[another from the ‘God always has a plan’ file…] [also from the diocesan bicentennial file]

In Venice, Italy, across the water from the Doge’s Palace and the campanile of San Marco, the little island of San Giorgio Maggiore broods quietly.
Benedictine monks retired from the world to this island, for centuries. The famous Renaissance architect Andrea Palladio built the great church. Nowadays, you can ride a water taxi there, buy one of Venice’s more-expensive sandwiches in the café, and look out across the water at the entrance to the ancient naval arsenale.
But something quite unusual happened on the Venetian isle of San Giorgio Maggiore in late 1799 and early 1800.

Napoleon had conquered the city of Rome and expelled all the Cardinals. He took Pope Pius VI into exile in France, where the old pope died.
Now, Pius had foresight. The year before, he laid down a rule about what should happen, if a conclave could not occur in the Sistine Chapel. The Cardinals were to gather in the city which had produced the largest number of them.
Venice.
Thirty-five Cardinals gathered at the Benedictine monastery of San Giorgio.

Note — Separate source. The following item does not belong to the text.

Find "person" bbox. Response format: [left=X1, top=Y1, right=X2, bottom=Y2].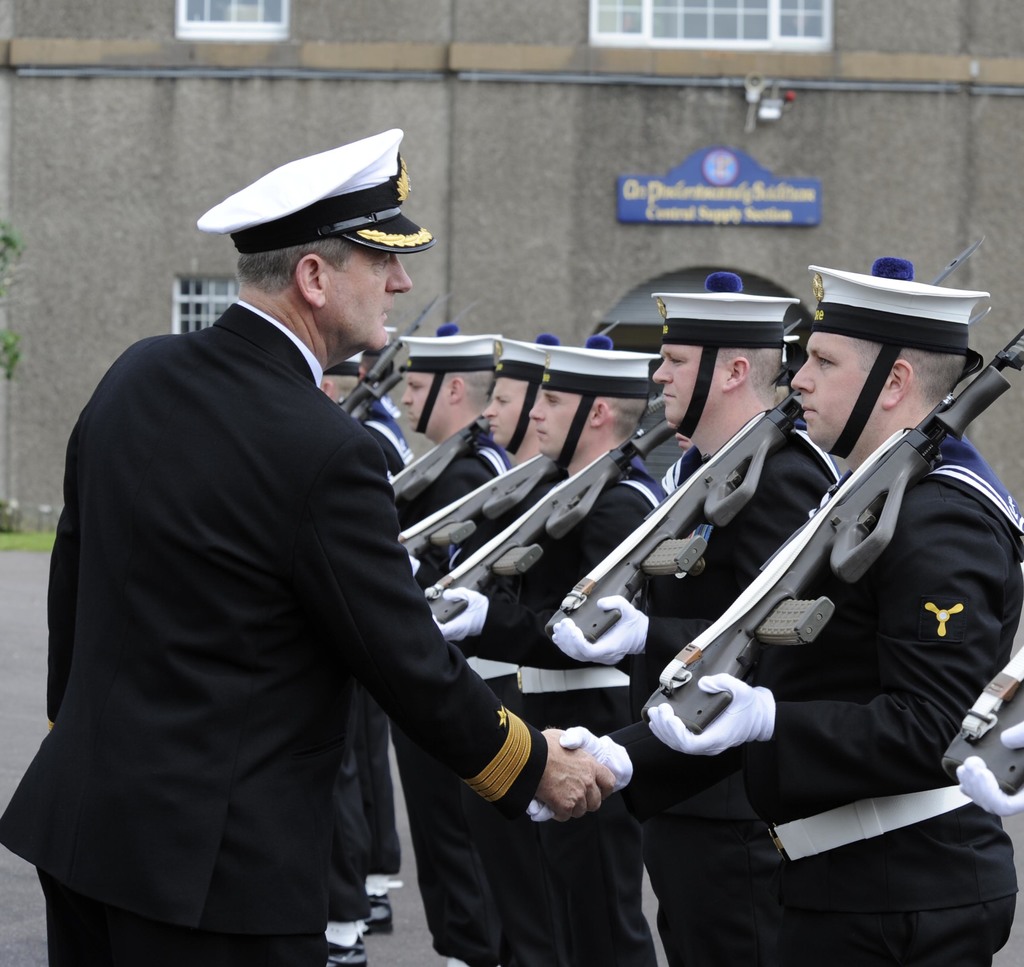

They took their votes in the monks’ night chapel.
It took three and a half months, with multiple apparent deadlocks in the voting. (At that time, the 2/3-majority requirement stood as an absolute rule.) Then they finally elected Pope Pius VII.
The last pope elected outside the city of Rome.
Twenty years later, that very pope–the one they elected in Venice–erected our humble Diocese of Richmond, Virginia.